I looked at you with consistent and unfeigned
interest, delighted in the revelation
of your pointless variety. It was joy to know
myself a poet among so many who knew
it also, but kept it quiet – the one thing
you did keep quiet. So many males and females
of divers pretentions: fortified handmade heights
from which in rage and fear you each would look
downward at me and melt in love. And I
would melt too and would feel the sympathy
of living with you among the flowers and rocks,
and dream sometimes for long seconds on end
that all any of you wanted was blessèd life
for everyone, and me too. But she and I
clung to each other, comrades, and I understood
that you more truly were the storm, and though
the two of us are dead now, what we had
to do in life, in fact, was to survive you.
Notes on the Poem
Every week (for 190 weeks so far, but who's counting?) we share with you a Poem of the week taken from the Griffin Poetry Prize shortlist anthologies. We include with each selection brief notes about some aspect of the poem that we found striking. We'd love to receive your responses to this week's poem, "What We Had" from the 2009 Canadian Griffin Poetry Prize winning collection "The Sentinel" by A.F. Moritz.

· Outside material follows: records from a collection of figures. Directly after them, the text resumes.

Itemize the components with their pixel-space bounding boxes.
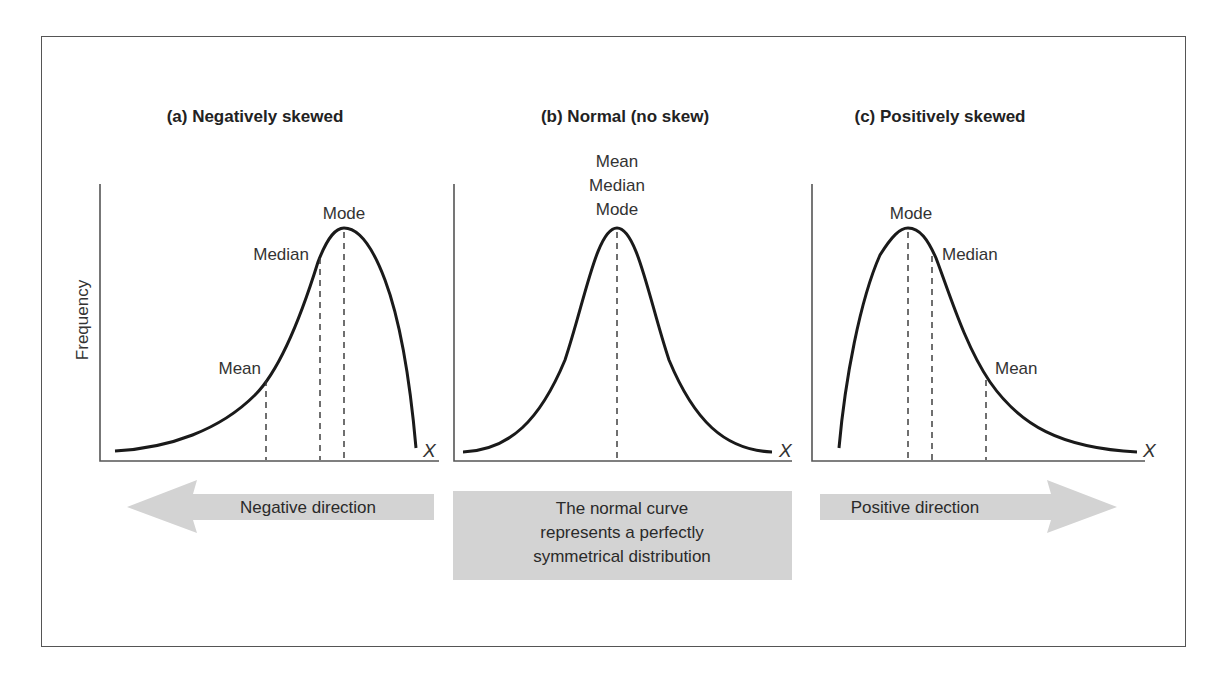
panel-b-axes <box>454 184 792 461</box>
panel-b-mode-label: Mode <box>596 200 639 219</box>
positive-direction-label: Positive direction <box>851 498 980 517</box>
panel-c-axes <box>812 184 1145 461</box>
panel-a-axes <box>100 184 439 461</box>
panel-a-title: (a) Negatively skewed <box>167 107 344 126</box>
skewness-diagram: (a) Negatively skewed (b) Normal (no ske… <box>0 0 1226 677</box>
panel-b: Mean Median Mode X <box>454 152 793 461</box>
panel-b-median-label: Median <box>589 176 645 195</box>
panel-a-x-label: X <box>422 440 437 461</box>
panel-c-mode-label: Mode <box>890 204 933 223</box>
panel-a-mean-label: Mean <box>218 359 261 378</box>
panel-c-title: (c) Positively skewed <box>854 107 1025 126</box>
panel-c: Mode Median Mean X <box>812 184 1157 461</box>
panel-b-title: (b) Normal (no skew) <box>541 107 709 126</box>
panel-c-mean-label: Mean <box>995 359 1038 378</box>
note-line-3: symmetrical distribution <box>533 547 711 566</box>
panel-c-x-label: X <box>1142 440 1157 461</box>
panel-b-x-label: X <box>778 440 793 461</box>
y-axis-label: Frequency <box>73 279 92 360</box>
note-line-2: represents a perfectly <box>540 523 704 542</box>
panel-a: Mean Median Mode X <box>100 184 439 461</box>
panel-b-mean-label: Mean <box>596 152 639 171</box>
note-line-1: The normal curve <box>556 499 688 518</box>
panel-a-median-label: Median <box>253 245 309 264</box>
panel-a-mode-label: Mode <box>323 204 366 223</box>
panel-c-median-label: Median <box>942 245 998 264</box>
panel-b-curve <box>463 228 772 452</box>
negative-direction-label: Negative direction <box>240 498 376 517</box>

What feature of this poem pleases, provokes or intrigues you as a reader? Send us your concise and constructive reaction - as a comment on this web page, tweeted @griffinpoetry or posted to the Griffin Poetry Prize Facebook page - and you could win a copy of the 2015 Griffin Poetry Prize anthology. Your notes can be the length of our typical "Notes on the Poem" (take a look through the archives for ideas), as pithy as a tweet, or anything in between. Send us your comments by Friday, October 2nd, 2015 at 5:00 pm ET, and we'll select our favourite for the prize.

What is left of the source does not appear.